In Darrang district, police confirm that many are awaiting “verification clearance” for their passports. Afazuddin Ahmed, a travel agent, says the Hajj plans of at least five families are on hold because one or more of the applicants are out of the NRC.
Says Amrit Bhuyan, SP Darrang: “How can you clear passport verification if the name is not in the NRC? It’s a question of citizenship. We have kept it on hold till the matter is cleared.”
In Bongaigaon district’s Abhayapuri, 20-year-old labourer Rohim Ali is in the NRC but is still “very worried” — his father and a younger brother are in while three sisters and a brother are out.
Their mother, Halima Khatun, had been declared a foreigner by an FT years ago and spent four years in a detention centre in Kokrajhar before being let out on bail in 2019. Ali and his brother are in through their father’s ancestry documents but he wonders why the other siblings are out even though they used the same papers which, he claims, are from 1951.

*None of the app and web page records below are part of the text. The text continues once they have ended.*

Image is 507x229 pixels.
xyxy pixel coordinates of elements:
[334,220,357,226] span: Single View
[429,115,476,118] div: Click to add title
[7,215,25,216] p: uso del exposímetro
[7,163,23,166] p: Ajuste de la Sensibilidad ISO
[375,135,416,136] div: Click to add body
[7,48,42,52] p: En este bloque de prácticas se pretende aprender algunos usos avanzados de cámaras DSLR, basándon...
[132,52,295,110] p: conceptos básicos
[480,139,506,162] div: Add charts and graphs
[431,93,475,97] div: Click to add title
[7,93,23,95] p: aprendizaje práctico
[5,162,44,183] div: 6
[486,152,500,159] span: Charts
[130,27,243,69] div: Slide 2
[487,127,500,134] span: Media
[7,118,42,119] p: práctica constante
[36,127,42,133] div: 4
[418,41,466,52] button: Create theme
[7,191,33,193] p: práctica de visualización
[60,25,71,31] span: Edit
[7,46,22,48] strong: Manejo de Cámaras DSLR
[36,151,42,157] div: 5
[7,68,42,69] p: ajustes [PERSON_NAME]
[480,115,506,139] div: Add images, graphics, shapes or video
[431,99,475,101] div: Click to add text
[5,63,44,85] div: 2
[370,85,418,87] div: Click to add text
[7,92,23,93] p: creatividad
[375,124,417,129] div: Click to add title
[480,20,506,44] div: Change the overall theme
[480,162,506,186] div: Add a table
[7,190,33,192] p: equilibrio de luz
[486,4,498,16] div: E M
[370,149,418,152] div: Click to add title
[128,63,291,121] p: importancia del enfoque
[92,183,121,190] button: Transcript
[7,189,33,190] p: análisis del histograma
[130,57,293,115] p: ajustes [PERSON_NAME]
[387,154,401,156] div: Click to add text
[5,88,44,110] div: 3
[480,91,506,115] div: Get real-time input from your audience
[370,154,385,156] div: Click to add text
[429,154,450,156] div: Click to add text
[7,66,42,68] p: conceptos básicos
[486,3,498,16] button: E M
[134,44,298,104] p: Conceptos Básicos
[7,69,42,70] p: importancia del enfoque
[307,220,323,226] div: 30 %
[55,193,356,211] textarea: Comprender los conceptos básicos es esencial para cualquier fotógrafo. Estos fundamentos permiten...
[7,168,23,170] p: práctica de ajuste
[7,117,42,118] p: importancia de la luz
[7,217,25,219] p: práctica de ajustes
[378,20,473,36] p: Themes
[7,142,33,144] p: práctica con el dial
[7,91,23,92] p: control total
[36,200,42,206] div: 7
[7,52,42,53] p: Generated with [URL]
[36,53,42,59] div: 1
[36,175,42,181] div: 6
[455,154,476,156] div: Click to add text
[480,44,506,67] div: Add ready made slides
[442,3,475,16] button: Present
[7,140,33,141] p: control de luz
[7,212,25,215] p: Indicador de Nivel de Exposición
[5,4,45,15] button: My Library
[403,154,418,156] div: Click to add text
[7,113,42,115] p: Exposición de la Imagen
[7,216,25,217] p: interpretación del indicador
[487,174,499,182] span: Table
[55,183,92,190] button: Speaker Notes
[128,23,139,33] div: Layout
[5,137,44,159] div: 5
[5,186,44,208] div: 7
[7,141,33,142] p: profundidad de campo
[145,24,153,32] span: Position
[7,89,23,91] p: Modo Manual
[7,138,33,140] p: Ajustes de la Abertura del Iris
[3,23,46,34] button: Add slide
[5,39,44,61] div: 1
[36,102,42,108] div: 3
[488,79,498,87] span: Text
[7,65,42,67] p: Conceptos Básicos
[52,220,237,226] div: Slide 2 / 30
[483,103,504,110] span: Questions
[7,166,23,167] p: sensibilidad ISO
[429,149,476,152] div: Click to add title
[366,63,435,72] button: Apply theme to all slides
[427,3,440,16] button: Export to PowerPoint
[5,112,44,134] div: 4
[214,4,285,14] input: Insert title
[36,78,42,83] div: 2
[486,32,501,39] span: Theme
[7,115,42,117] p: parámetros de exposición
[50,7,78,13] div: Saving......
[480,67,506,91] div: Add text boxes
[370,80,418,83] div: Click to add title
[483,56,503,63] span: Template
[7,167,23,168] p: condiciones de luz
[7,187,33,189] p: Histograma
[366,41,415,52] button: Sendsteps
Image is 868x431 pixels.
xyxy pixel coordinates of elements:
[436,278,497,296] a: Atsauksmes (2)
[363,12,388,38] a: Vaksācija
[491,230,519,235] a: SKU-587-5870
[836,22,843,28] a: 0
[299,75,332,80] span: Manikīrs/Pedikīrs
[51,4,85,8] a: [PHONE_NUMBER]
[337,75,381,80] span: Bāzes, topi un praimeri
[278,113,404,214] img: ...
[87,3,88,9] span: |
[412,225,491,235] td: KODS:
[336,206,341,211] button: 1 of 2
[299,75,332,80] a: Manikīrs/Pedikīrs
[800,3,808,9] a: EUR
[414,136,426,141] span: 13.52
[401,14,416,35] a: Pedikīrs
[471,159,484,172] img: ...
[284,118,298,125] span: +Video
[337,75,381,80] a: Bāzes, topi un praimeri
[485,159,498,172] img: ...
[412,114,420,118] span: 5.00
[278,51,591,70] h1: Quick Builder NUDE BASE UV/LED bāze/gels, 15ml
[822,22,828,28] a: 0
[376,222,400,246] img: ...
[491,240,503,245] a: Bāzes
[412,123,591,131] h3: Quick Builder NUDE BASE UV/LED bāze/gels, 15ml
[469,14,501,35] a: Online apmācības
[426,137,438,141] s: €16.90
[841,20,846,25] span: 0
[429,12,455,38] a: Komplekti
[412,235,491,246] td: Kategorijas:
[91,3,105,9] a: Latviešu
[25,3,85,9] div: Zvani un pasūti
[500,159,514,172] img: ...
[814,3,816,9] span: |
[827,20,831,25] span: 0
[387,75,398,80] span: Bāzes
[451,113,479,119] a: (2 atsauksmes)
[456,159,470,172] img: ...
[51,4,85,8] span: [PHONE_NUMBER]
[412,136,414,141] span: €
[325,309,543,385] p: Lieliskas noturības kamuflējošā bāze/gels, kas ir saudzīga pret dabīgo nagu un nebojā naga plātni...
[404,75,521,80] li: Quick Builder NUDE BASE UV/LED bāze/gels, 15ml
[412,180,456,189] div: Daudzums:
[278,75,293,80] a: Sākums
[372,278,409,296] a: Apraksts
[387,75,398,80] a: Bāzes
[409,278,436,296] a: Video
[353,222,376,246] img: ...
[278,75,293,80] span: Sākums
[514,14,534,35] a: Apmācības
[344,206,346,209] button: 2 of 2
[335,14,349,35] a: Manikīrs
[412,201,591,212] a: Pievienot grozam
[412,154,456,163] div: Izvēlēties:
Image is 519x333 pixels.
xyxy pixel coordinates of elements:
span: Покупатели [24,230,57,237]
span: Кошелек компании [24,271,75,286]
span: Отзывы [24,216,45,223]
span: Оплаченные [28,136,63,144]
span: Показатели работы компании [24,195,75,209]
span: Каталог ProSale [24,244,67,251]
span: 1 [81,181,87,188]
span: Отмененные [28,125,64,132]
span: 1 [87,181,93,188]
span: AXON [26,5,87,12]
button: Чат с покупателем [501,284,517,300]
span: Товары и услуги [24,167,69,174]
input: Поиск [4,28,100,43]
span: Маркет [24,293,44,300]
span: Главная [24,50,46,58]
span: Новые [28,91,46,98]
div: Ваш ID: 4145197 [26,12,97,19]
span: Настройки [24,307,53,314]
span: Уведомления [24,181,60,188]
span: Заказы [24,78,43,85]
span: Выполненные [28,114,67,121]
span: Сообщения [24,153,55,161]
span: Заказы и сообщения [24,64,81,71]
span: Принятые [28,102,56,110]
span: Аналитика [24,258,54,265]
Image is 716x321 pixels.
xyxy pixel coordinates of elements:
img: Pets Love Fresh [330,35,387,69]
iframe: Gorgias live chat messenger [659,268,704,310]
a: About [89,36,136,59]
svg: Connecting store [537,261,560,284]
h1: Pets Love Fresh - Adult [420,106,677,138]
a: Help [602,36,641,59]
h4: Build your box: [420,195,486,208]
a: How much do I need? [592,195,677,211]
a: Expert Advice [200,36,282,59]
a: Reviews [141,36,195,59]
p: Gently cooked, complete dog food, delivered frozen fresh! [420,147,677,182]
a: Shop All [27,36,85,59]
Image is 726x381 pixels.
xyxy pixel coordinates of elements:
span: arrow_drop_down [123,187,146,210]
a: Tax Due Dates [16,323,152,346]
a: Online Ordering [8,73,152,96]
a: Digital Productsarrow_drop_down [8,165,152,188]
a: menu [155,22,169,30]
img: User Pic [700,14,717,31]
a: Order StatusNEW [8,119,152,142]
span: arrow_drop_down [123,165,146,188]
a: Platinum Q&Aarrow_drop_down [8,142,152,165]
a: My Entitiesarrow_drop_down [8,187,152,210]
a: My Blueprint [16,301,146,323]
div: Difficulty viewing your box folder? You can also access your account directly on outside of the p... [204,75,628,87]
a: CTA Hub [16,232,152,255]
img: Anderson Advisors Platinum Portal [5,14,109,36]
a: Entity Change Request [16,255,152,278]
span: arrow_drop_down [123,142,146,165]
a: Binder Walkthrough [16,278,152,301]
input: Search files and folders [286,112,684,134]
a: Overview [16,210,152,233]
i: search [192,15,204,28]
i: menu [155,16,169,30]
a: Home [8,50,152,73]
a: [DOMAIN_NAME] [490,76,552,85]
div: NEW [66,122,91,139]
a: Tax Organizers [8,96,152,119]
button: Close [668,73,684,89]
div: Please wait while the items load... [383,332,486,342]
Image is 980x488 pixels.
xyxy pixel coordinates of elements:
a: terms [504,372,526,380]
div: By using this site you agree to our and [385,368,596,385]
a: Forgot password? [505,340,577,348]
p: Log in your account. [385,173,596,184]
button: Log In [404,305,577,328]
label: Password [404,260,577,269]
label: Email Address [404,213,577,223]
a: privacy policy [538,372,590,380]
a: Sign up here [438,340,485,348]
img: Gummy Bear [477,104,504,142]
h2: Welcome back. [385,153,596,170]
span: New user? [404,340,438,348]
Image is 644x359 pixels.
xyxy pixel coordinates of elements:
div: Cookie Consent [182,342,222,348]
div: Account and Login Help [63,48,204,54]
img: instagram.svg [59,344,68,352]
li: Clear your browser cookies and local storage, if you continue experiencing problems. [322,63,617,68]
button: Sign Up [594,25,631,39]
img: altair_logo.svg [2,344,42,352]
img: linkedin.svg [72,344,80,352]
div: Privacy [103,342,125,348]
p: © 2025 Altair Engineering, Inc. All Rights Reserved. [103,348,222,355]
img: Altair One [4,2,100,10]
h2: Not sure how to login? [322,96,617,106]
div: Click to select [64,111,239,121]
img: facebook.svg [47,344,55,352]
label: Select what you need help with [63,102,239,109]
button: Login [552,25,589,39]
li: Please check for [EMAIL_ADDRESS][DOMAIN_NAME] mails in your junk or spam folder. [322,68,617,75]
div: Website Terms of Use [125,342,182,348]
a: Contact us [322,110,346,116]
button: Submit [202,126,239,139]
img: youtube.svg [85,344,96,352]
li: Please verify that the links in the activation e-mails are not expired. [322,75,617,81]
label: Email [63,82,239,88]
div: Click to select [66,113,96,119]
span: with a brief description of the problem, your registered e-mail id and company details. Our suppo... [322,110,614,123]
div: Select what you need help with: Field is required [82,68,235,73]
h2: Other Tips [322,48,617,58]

“We are facing problems in marriage proposals for my eldest sister, who has turned 18, because our mother was in a detention centre… and both of them are also out of the NRC,” says Ali.
Speaking to The Indian Express, Hitesh Sarma, state coordinator of NRC, says: “We have to issue a rejection order to each excluded person. The order needs to have another order attached with it, called the ‘speaking order’, which describes the exact reason for exclusion. But when I scrutinised several of these speaking orders, I noticed discrepancies — many were not written in the way they should have been. Hence, I have ordered a re-check.”
“But due to Covid, all government officials at the ground level are engaged in work related to the pandemic. So the re-checking has not been done. We intend to begin the work from September 1, and proceed with the rejection orders.”
On the plight of all those waiting, Sarma says, “It is a legal process and will take time. Once the rejection orders are issued, those who disagree with the exclusion can challenge it in higher courts.”
Ever since publication of the final NRC, the process has hit multiple hurdles. The former state coordinator Prateek Hajela, who had led the exercise since 2013, was transferred out of Assam in October 2019 by the Supreme Court. Sarma, the next coordinator, went on a month-long leave soon after joining, for personal reasons, before the Covid outbreak shut down most non-medical official activity in the field.
Besides, the Sarbananda Sonowal-led BJP government has maintained that it will not accept the NRC in its current form. The state government has alleged wrongful exclusions and inclusions, and demanded a re-verification of 20 per cent inclusions in border districts and 10 per cent elsewhere — a demand that the apex court had disregarded earlier.
Assam Public Works (APW), the NGO that is the primary petitioner in the NRC case in the Supreme Court, has also sought 100 per cent re-verification.
Meanwhile, some of the excluded families are pinning their hopes on the Citizenship (Amendment) Act that covers non-Muslim migrants from Afghanistan, Bangladesh and Pakistan who crossed over before December 31, 2014.
Two Bengali Hindu families — one in Hojai and another in Silchar — say the CAA has given them “hope”. “My mother is out of the NRC but I don’t think there will be any issue now in getting her re-included,” says Manoj Das, 40, a businessman in Hojai. “The CAA has been passed.”